I started with 100 qps and waited for the vpa to narrow in on its recommendation. Then I increased the qps to 200 for 5 minutes. And then dropped qps back to 100. The entire test duration was 20 minutes.

Results

image
image

When qps was increased to 200, the desired pod count roughly doubled, which is normal behavior by the Elafros autoscaler. However the cluster did not have enough capacity to schedule all requested pods (17/22). As a result, each scheduled pod was doing slightly more work during the 200 qps period.

The vpa settled on an initial recommendation of 4151m (~4 cpus/pod). When qps increased to 200, the recommendation increased to 5563m (~5.5 cpus/pod). After the load returned to 100 qps, the recommendation dropped to 5046m (~5 cpus/pod). Some time later, when the revision was idle, the recommendation returned to 4151m.

Conclusions

Vertical pod autoscaling seems stable with horizontal pod autoscaling (the Elafros autoscaler). It is able to increase and decrease cpu recommendations to match the workload.

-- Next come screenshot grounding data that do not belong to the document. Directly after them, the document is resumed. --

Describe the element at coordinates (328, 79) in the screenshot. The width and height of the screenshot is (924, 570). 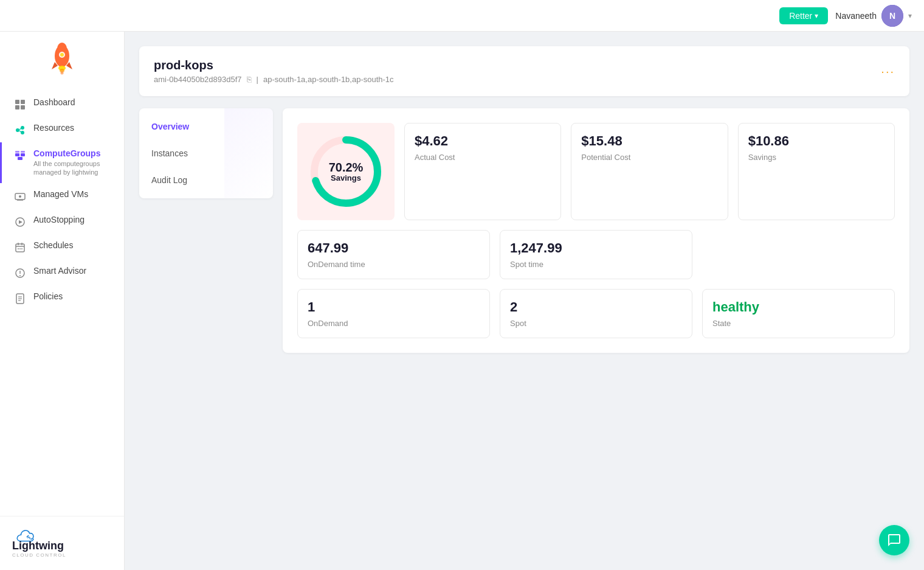
I see `cluster-regions: ap-south-1a,ap-south-1b,ap-south-1c` at that location. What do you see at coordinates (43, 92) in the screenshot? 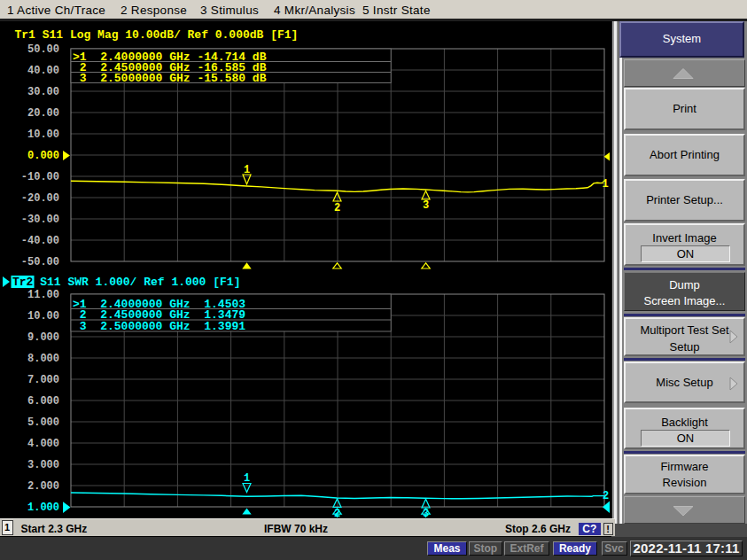
I see `svg-text: 30.00` at bounding box center [43, 92].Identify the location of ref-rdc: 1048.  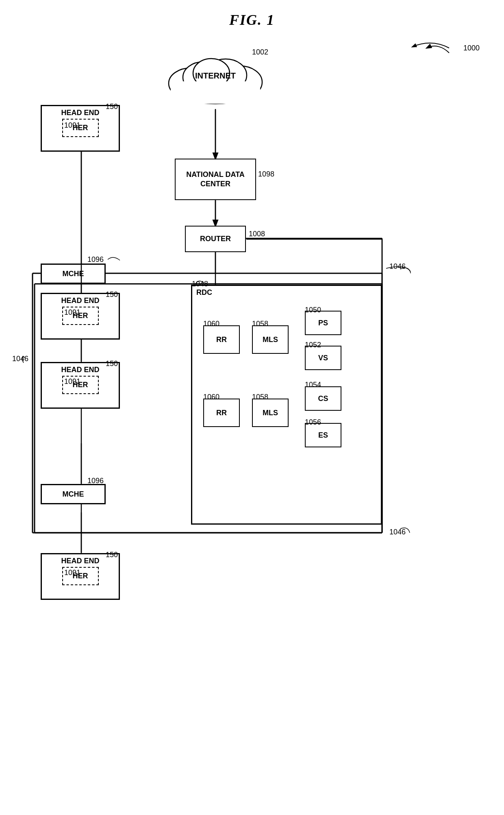
(200, 284).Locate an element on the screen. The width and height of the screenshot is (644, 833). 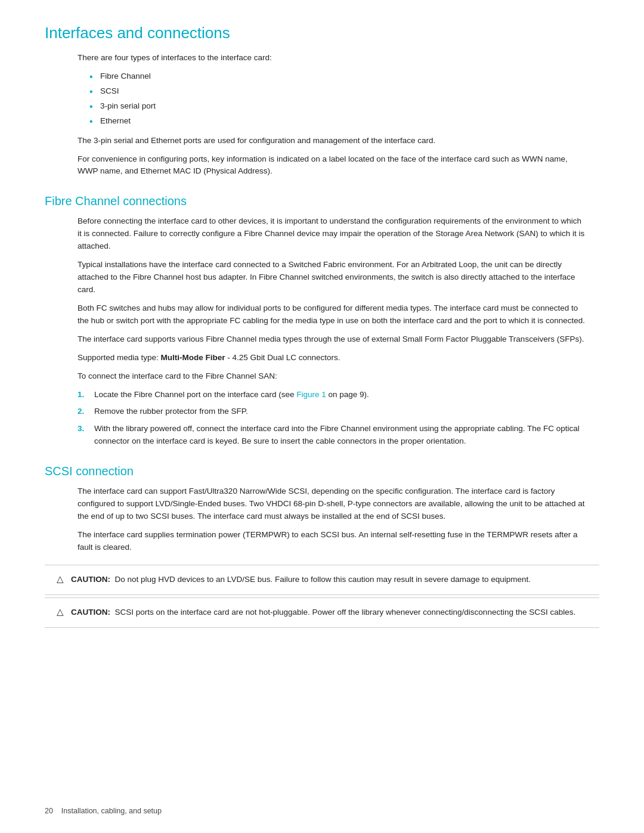
caution-triangle-icon-1: △ is located at coordinates (60, 579).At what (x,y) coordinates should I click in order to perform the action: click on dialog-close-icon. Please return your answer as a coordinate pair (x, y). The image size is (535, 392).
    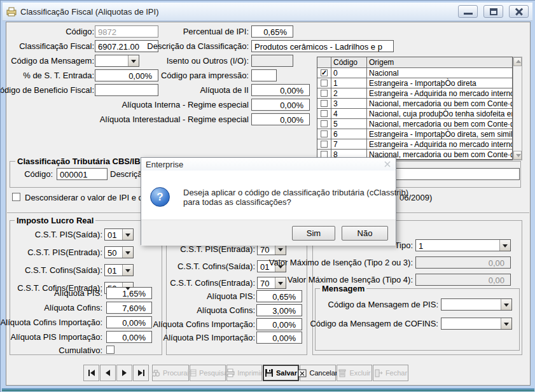
    Looking at the image, I should click on (387, 164). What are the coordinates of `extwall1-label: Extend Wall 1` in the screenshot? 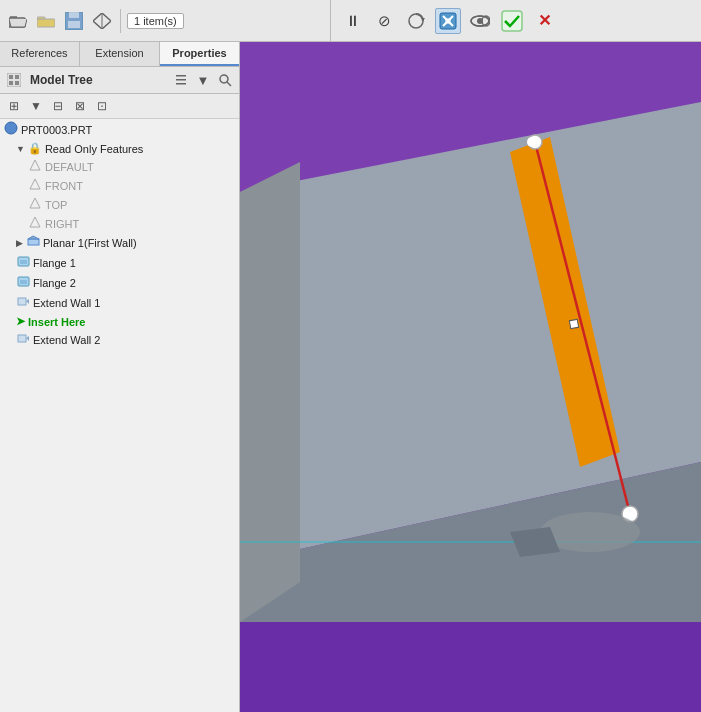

Note: the Elafros autoscaler and the vpa use different signals for autoscaling (request concurrency and cpu usage respectively) which likely accounts for their playing nicely together.

However increasing recommendations and pod sizes causes fragmentation of schedulable cpu space (especially in smaller node sizes such as 8-cores). With fragmentation, fewer pods can be scheduled and the load on each scheduled pod increases. This may lead to increased recommendations again, in a loop.

(raw data)

@josephburnett great test setup!

I think it would also be very interesting to see the total execution time for each calculation and plot it -- are you tracking that data?

@mbehrendt, I can easily get that data by turning on Istio sidecar injection. Then per-revision qps, latency and error rates will show up in Grafana (where I got the autoscaler graphs).

There are a few other test scenarios I want to test out as well:

  1. Testing with a memory bound process.
  2. Testing with changing request loads. E.g. instead of increasing QPS, increase the "weight" of each request to see if I get comparable behavior.
  3. Testing the OOM detection capabilities of VPA. E.g. launch a 4GB JVM with only 2GB available and verify it is able to stabilize above 4GB.

One thing I noticed is that the VPA will never recommmend less than 350m cpu per container (1 cpu/pod). Currently we start with 500m cpu/pod, so VPA is always going up. I had to increase the starting cpu request to 2000m to verify decreasing recommendations. I want to do some more testing around this.